Not being able to buy food

Why prices of food have become unaffordable in Pakistan despite it being an agriculture country is hard to understand.


Syed Mohammad Ali August 12, 2011
Not being able to buy food

The government’s inability to curb a predictable spike in food prices during the month of Ramazan is receiving much media attention and criticism. However, this recurrent trend is just the tip of the iceberg of a much larger problem of persistent food price volatility and overall food inflation.

According to prominent international NGO Oxfam, increasing food prices in Pakistan are forcing nearly 120 million to spend between 50 to 70 per cent of their household incomes just to buy food, and 36 per cent of our population has now become undernourished. This assessment was cited in Oxfam’s latest global survey, published last week, which includes Pakistan amongst the 21 nations facing a serious food crisis.

It is hard to dismiss such alarming statistics, since they only reinforce the gravity of the situation highlighted last year by a study conducted by Islamabad-based think tank Sustainable Policy Development Institute (SDPI), in partnership with the World Food Programme, which had warned that half of Pakistan’s population was threatened by food insecurity, and this was before floods had hit large parts of the country.

Food security in our country has been deteriorating since 2003. Food insecurity is deemed to be particularly severe in conflict-ridden Fata and Balochistan. Although it is difficult to present conclusive empirical proof, the SDPI has said that poverty and hunger fuel violence and insecurity.

This current food crisis has a global dimension, and it is indeed a shame that after decades of steady progress in the fight against hunger, the number of people without enough to eat may again exceed the one billion mark.

The current food crisis affecting African countries affected by drought or overly reliant on food imports is one thing, but why prices of food have become so unaffordable in a country like Pakistan despite it being an agriculture country is harder to understand.

Decision-makers in our country have been congratulating themselves for improving the lives of the rural population by increasing the support price of wheat, the staple food grain in the country. The government is the biggest buyer of wheat in Pakistan and its procurement prices dominate pricing trends in local markets. The government has justified this price increase to not only incentivise high production targets, but to in turn ensure food security for the country. However, local food expert continue pointing out that food security is linked more to prices than availability.

Many poor people do not have enough food because of their low income levels, not because there is no food available in the marketplace. It is a mistake to think that this problem only affects the urban poor. Due to the highly inequitable distribution of land in rural areas, a substantial proportion of rural households also do not grow their own food, and thus depend on daily wages, non-agricultural incomes and remittances to make ends meet.

The gap between the incomes of the people and food prices across the country has now reached an alarming level, which will unfortunately not subside after the month of Ramazan is over. It is thus high time we took solid steps to tackle the underlying causes of poverty and growing inflation across the country, so as to reduce the widening gap between food prices and the ability of ordinary people to purchase it.

Published in The Express Tribune, August 13th, 2011.

COMMENTS (9)

ssk | 13 years ago | Reply

So, what is the solution? Whether just in Pakistan or at the global level, people are suffering due to a system of economics that creates a vicious cycle of poverty and loss of empowerment on the one hand and concentration of money and power in fewer and fewer people on the other hand. Should we just sit, write columns and complain?

Amjad | 13 years ago | Reply

Why do folks in Pakistan think they live in a vaccum. Look at the tens of thousands of Israelis demonstrating against high food prices. Look at all the Arabs demonstrating and toppling dictators over food and basic rights. Look at how food prices threaten the growth of China and how Indians are crying in public over high food prices. Look at how millions are starving in the Horn of Africa. This is a global problem.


# Description of the task
Each line below must be set down exactly; omit any image you find.

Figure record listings
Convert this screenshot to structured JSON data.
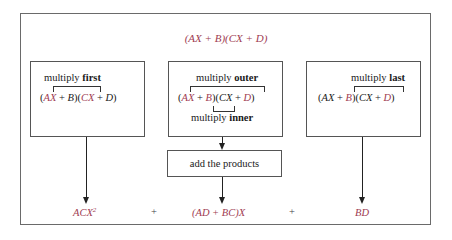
{
  "diagram": {
    "title": {
      "expression": "(AX + B)(CX + D)",
      "color": "#a03c52"
    },
    "boxes": [
      {
        "id": "first",
        "label_prefix": "multiply",
        "label_bold": "first",
        "expr_parts": [
          "(",
          "AX",
          " + B)(",
          "CX",
          " + D)"
        ],
        "highlighted_terms": [
          "AX",
          "CX"
        ]
      },
      {
        "id": "outer-inner",
        "label_prefix": "multiply",
        "label_bold": "outer",
        "expr_parts": [
          "(",
          "AX",
          " + ",
          "B",
          ")(",
          "CX",
          " + ",
          "D",
          ")"
        ],
        "highlighted_terms": [
          "AX",
          "B",
          "D"
        ],
        "sub_label_prefix": "multiply",
        "sub_label_bold": "inner"
      },
      {
        "id": "last",
        "label_prefix": "multiply",
        "label_bold": "last",
        "expr_parts": [
          "(AX + ",
          "B",
          ")(CX + ",
          "D",
          ")"
        ],
        "highlighted_terms": [
          "B",
          "D"
        ]
      }
    ],
    "add_box": {
      "label": "add the products"
    },
    "results": {
      "first": "ACX",
      "first_exponent": "2",
      "plus1": "+",
      "middle": "(AD + BC)X",
      "plus2": "+",
      "last": "BD"
    },
    "colors": {
      "highlight": "#a03c52",
      "line": "#222222",
      "border": "#555555"
    }
  }
}
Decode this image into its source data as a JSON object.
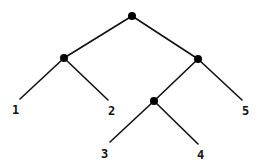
{
  "diagram": {
    "type": "binary-tree",
    "background": "#ffffff",
    "line_color": "#111111",
    "node_color": "#000000",
    "nodes": [
      {
        "id": "root",
        "x": 132,
        "y": 16
      },
      {
        "id": "n12",
        "x": 64,
        "y": 58
      },
      {
        "id": "n345",
        "x": 198,
        "y": 59
      },
      {
        "id": "n34",
        "x": 154,
        "y": 101
      }
    ],
    "leaves": [
      {
        "id": "leaf1",
        "label": "1",
        "end_x": 20,
        "end_y": 99,
        "label_x": 12,
        "label_y": 114
      },
      {
        "id": "leaf2",
        "label": "2",
        "end_x": 108,
        "end_y": 100,
        "label_x": 108,
        "label_y": 115
      },
      {
        "id": "leaf3",
        "label": "3",
        "end_x": 110,
        "end_y": 142,
        "label_x": 101,
        "label_y": 158
      },
      {
        "id": "leaf4",
        "label": "4",
        "end_x": 198,
        "end_y": 144,
        "label_x": 197,
        "label_y": 159
      },
      {
        "id": "leaf5",
        "label": "5",
        "end_x": 242,
        "end_y": 100,
        "label_x": 242,
        "label_y": 115
      }
    ],
    "edges": [
      {
        "from": "root",
        "to": "n12"
      },
      {
        "from": "root",
        "to": "n345"
      },
      {
        "from": "n12",
        "to": "leaf1"
      },
      {
        "from": "n12",
        "to": "leaf2"
      },
      {
        "from": "n345",
        "to": "n34"
      },
      {
        "from": "n345",
        "to": "leaf5"
      },
      {
        "from": "n34",
        "to": "leaf3"
      },
      {
        "from": "n34",
        "to": "leaf4"
      }
    ]
  }
}
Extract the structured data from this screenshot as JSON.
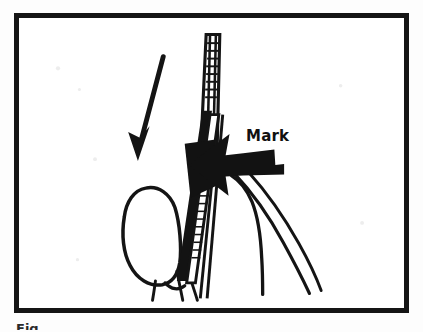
{
  "figure": {
    "type": "medical-illustration",
    "border_color": "#151515",
    "background_color": "#ffffff",
    "ink_color": "#111111"
  },
  "labels": {
    "mark": "Mark"
  },
  "caption": {
    "partial_text": "Fig"
  },
  "annotations": {
    "solid_arrow": {
      "name": "mark-arrow",
      "direction": "left",
      "description": "Thick filled black arrow pointing left at the mark on the catheter"
    },
    "thin_arrow": {
      "name": "advance-arrow",
      "direction": "down-left",
      "description": "Thin slanted arrow indicating direction of needle advancement"
    }
  },
  "instrument": {
    "syringe_barrel": "graduated barrel",
    "needle": "needle shaft",
    "catheter": "marked catheter shaft"
  },
  "anatomy": {
    "vessel": "vessel outline",
    "tissue": "surrounding tissue outlines"
  }
}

# Reply
Convert this screenshot to structured JSON data.
{
  "diagram": {
    "title": {
      "expression": "(AX + B)(CX + D)",
      "color": "#a03c52"
    },
    "boxes": [
      {
        "id": "first",
        "label_prefix": "multiply",
        "label_bold": "first",
        "expr_parts": [
          "(",
          "AX",
          " + B)(",
          "CX",
          " + D)"
        ],
        "highlighted_terms": [
          "AX",
          "CX"
        ]
      },
      {
        "id": "outer-inner",
        "label_prefix": "multiply",
        "label_bold": "outer",
        "expr_parts": [
          "(",
          "AX",
          " + ",
          "B",
          ")(",
          "CX",
          " + ",
          "D",
          ")"
        ],
        "highlighted_terms": [
          "AX",
          "B",
          "D"
        ],
        "sub_label_prefix": "multiply",
        "sub_label_bold": "inner"
      },
      {
        "id": "last",
        "label_prefix": "multiply",
        "label_bold": "last",
        "expr_parts": [
          "(AX + ",
          "B",
          ")(CX + ",
          "D",
          ")"
        ],
        "highlighted_terms": [
          "B",
          "D"
        ]
      }
    ],
    "add_box": {
      "label": "add the products"
    },
    "results": {
      "first": "ACX",
      "first_exponent": "2",
      "plus1": "+",
      "middle": "(AD + BC)X",
      "plus2": "+",
      "last": "BD"
    },
    "colors": {
      "highlight": "#a03c52",
      "line": "#222222",
      "border": "#555555"
    }
  }
}
Decode this image into its source data as a JSON object.
{
  "diagram": {
    "type": "binary-tree",
    "background": "#ffffff",
    "line_color": "#111111",
    "node_color": "#000000",
    "nodes": [
      {
        "id": "root",
        "x": 132,
        "y": 16
      },
      {
        "id": "n12",
        "x": 64,
        "y": 58
      },
      {
        "id": "n345",
        "x": 198,
        "y": 59
      },
      {
        "id": "n34",
        "x": 154,
        "y": 101
      }
    ],
    "leaves": [
      {
        "id": "leaf1",
        "label": "1",
        "end_x": 20,
        "end_y": 99,
        "label_x": 12,
        "label_y": 114
      },
      {
        "id": "leaf2",
        "label": "2",
        "end_x": 108,
        "end_y": 100,
        "label_x": 108,
        "label_y": 115
      },
      {
        "id": "leaf3",
        "label": "3",
        "end_x": 110,
        "end_y": 142,
        "label_x": 101,
        "label_y": 158
      },
      {
        "id": "leaf4",
        "label": "4",
        "end_x": 198,
        "end_y": 144,
        "label_x": 197,
        "label_y": 159
      },
      {
        "id": "leaf5",
        "label": "5",
        "end_x": 242,
        "end_y": 100,
        "label_x": 242,
        "label_y": 115
      }
    ],
    "edges": [
      {
        "from": "root",
        "to": "n12"
      },
      {
        "from": "root",
        "to": "n345"
      },
      {
        "from": "n12",
        "to": "leaf1"
      },
      {
        "from": "n12",
        "to": "leaf2"
      },
      {
        "from": "n345",
        "to": "n34"
      },
      {
        "from": "n345",
        "to": "leaf5"
      },
      {
        "from": "n34",
        "to": "leaf3"
      },
      {
        "from": "n34",
        "to": "leaf4"
      }
    ]
  }
}
Extract the structured data from this screenshot as JSON.
{
  "figure": {
    "type": "medical-illustration",
    "border_color": "#151515",
    "background_color": "#ffffff",
    "ink_color": "#111111"
  },
  "labels": {
    "mark": "Mark"
  },
  "caption": {
    "partial_text": "Fig"
  },
  "annotations": {
    "solid_arrow": {
      "name": "mark-arrow",
      "direction": "left",
      "description": "Thick filled black arrow pointing left at the mark on the catheter"
    },
    "thin_arrow": {
      "name": "advance-arrow",
      "direction": "down-left",
      "description": "Thin slanted arrow indicating direction of needle advancement"
    }
  },
  "instrument": {
    "syringe_barrel": "graduated barrel",
    "needle": "needle shaft",
    "catheter": "marked catheter shaft"
  },
  "anatomy": {
    "vessel": "vessel outline",
    "tissue": "surrounding tissue outlines"
  }
}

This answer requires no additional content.